Programmable Escrow & Supplier Finance: Smart-contract escrow with milestone-based releases and real-time attestations lower disputes and DSO.
Audit & Assurance Trails: Tokenized collateral with on-chain proofs shortens audit cycles and strengthens regulatory reporting.
Institutional Risks & Unknowns
Eligibility Criteria & Fragmentation (U.S.): How the CFTC defines “high-quality stablecoin” (issuer domicile, reserve composition, supervisory regime) will shape market concentration; fragmentation risk across agencies remains.
Privacy & Data Governance (EU): Digital Euro architecture must reconcile AML/CFT with user privacy—a misstep could dent adoption and politicize the rollout.
Bank Funding Dynamics. Holding limits mitigate run risk, but deposit migration to digital cash/coins still pressures bank NIMs in stress scenarios.

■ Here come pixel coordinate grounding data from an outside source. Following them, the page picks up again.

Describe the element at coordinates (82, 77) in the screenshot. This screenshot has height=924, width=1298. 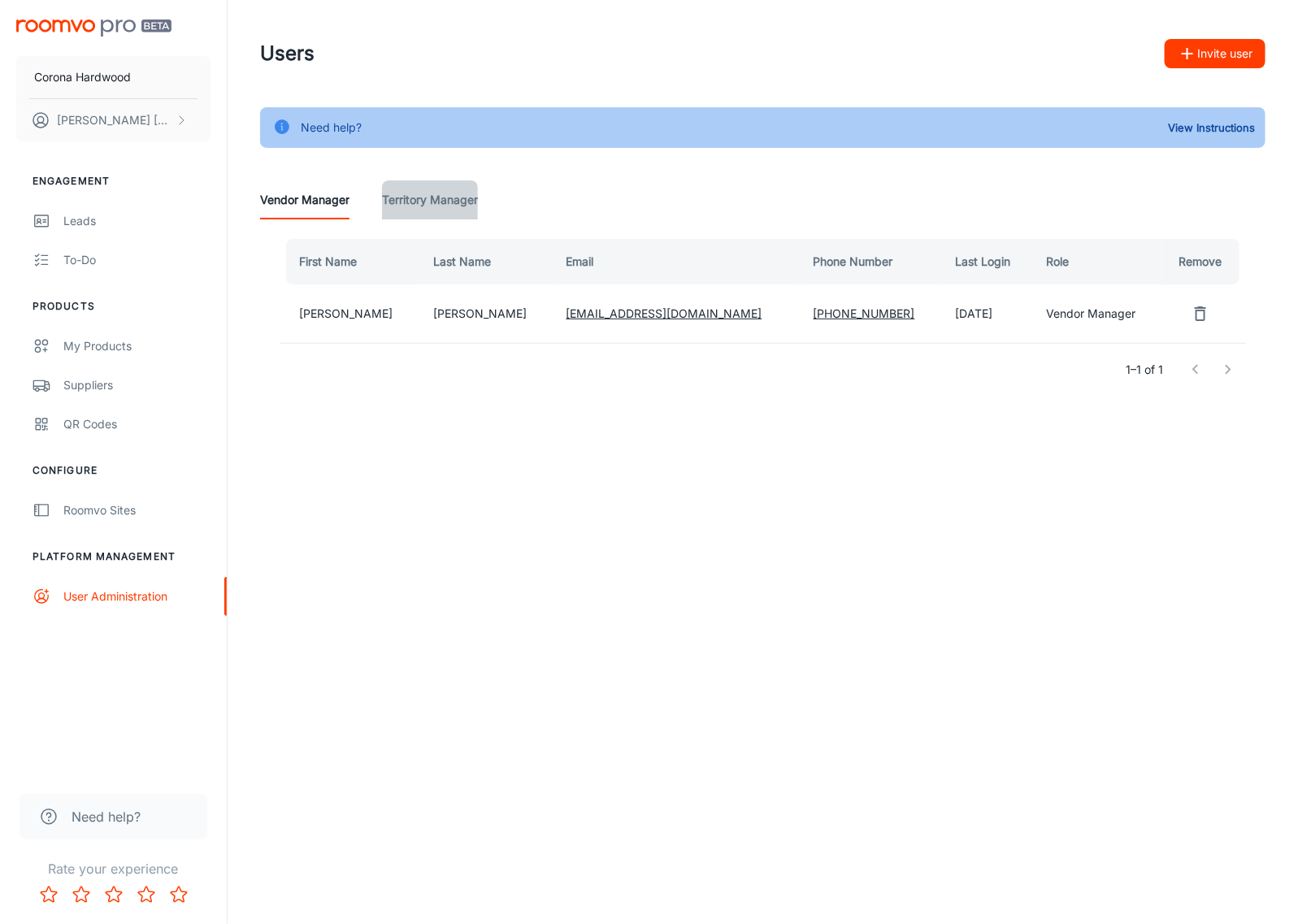
I see `p: Corona Hardwood` at that location.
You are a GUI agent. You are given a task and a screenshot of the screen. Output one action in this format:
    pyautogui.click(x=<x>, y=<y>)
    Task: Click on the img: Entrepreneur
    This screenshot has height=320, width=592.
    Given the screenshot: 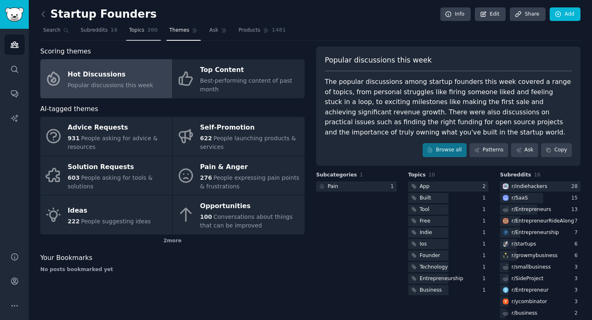 What is the action you would take?
    pyautogui.click(x=506, y=290)
    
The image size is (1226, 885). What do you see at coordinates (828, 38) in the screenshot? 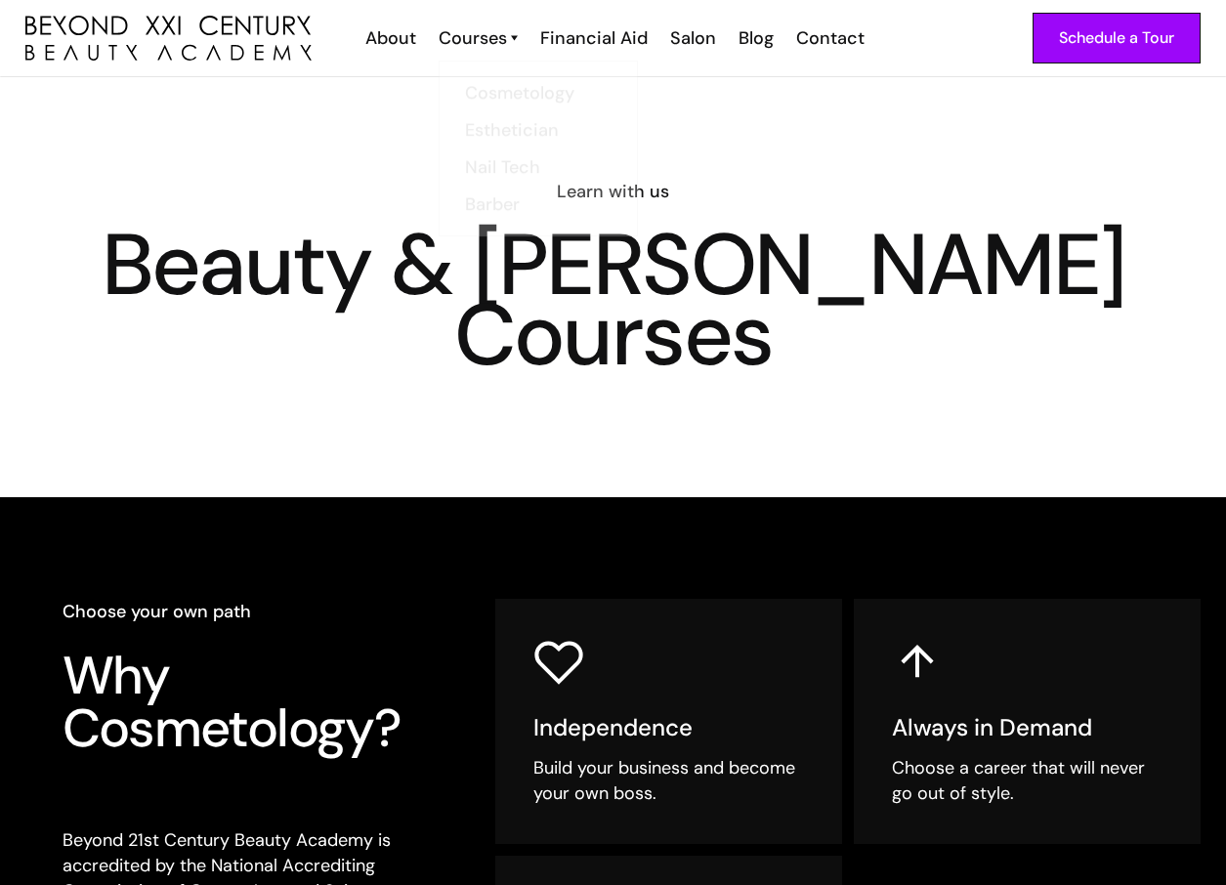
I see `a: Contact` at bounding box center [828, 38].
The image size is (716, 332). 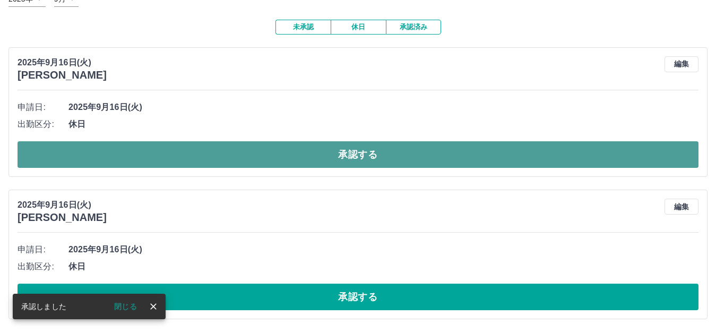 I want to click on button: 閉じる, so click(x=125, y=306).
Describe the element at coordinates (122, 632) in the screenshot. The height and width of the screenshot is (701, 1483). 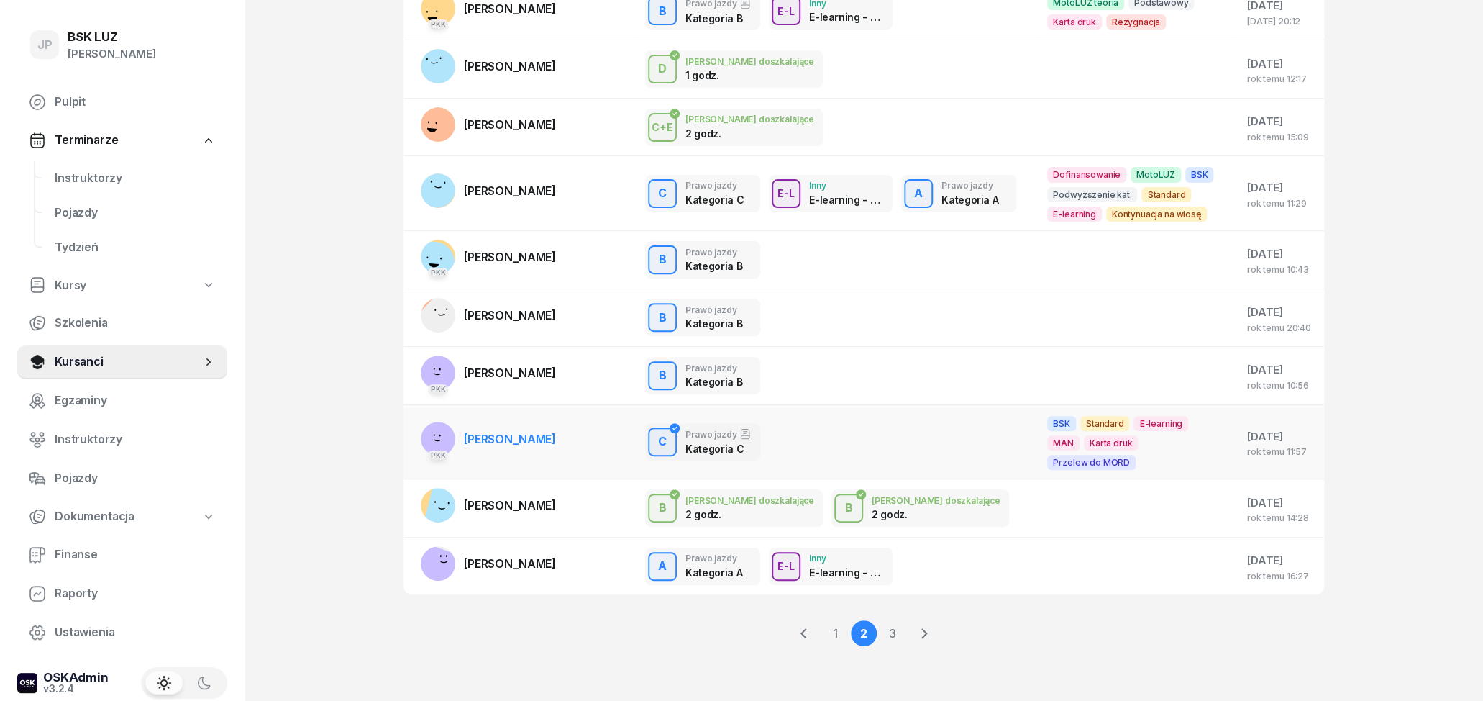
I see `a: Ustawienia` at that location.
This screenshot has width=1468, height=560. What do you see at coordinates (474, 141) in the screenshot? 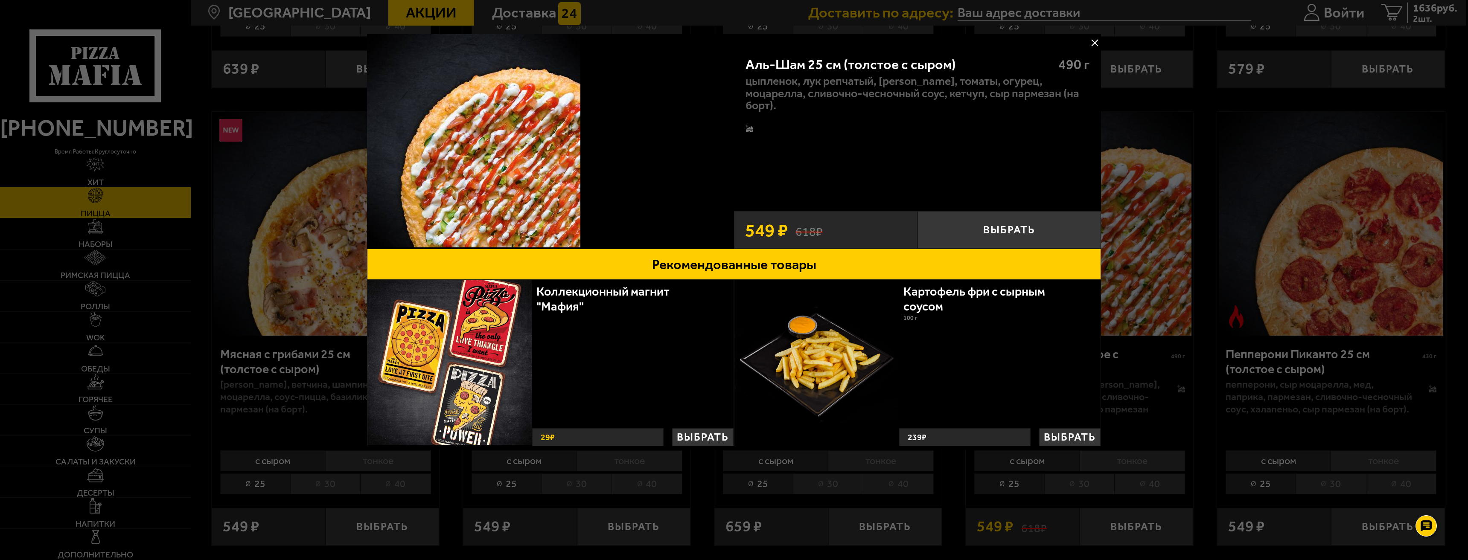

Operational Finality & CCP Risk: Bridging on-chain transfers to legal finality in CCP/FCM environments demands gold-standard reconciliation, SLAs, and failover playbooks.
Interoperability & Vendor Lock-In: Early integrations may hard-code to specific chains or custodians, creating switching-cost traps and resilience concerns.
Regulatory Timing Risk: EU timelines can slip; U.S. pilots need coordination with Treasury and any forthcoming stablecoin statute to avoid policy whiplash.


Onigiri Capital, a blockchain-focused investment fund with an initial target size of US$50 million, is launched by Saison Capital, the venture arm of Japan’s Credit Saison. Onigiri Capital is on a mission to chart the next chapter of finance and invest in seed and Series A blockchain startups in stablecoins, payments, RWAs, DeFi and financial infrastructure. The fund’s strategy emphasizes connecting startups in the US with Asia’s growing digital asset markets.
If you'd like to discuss or contribute to the next Institutional Lens, contact us at [email protected]
Disclaimer: All the information presented in this publication and its affiliates is strictly for educational purposes only. It should not be construed or taken as financial, legal, investment, or any other form of advice.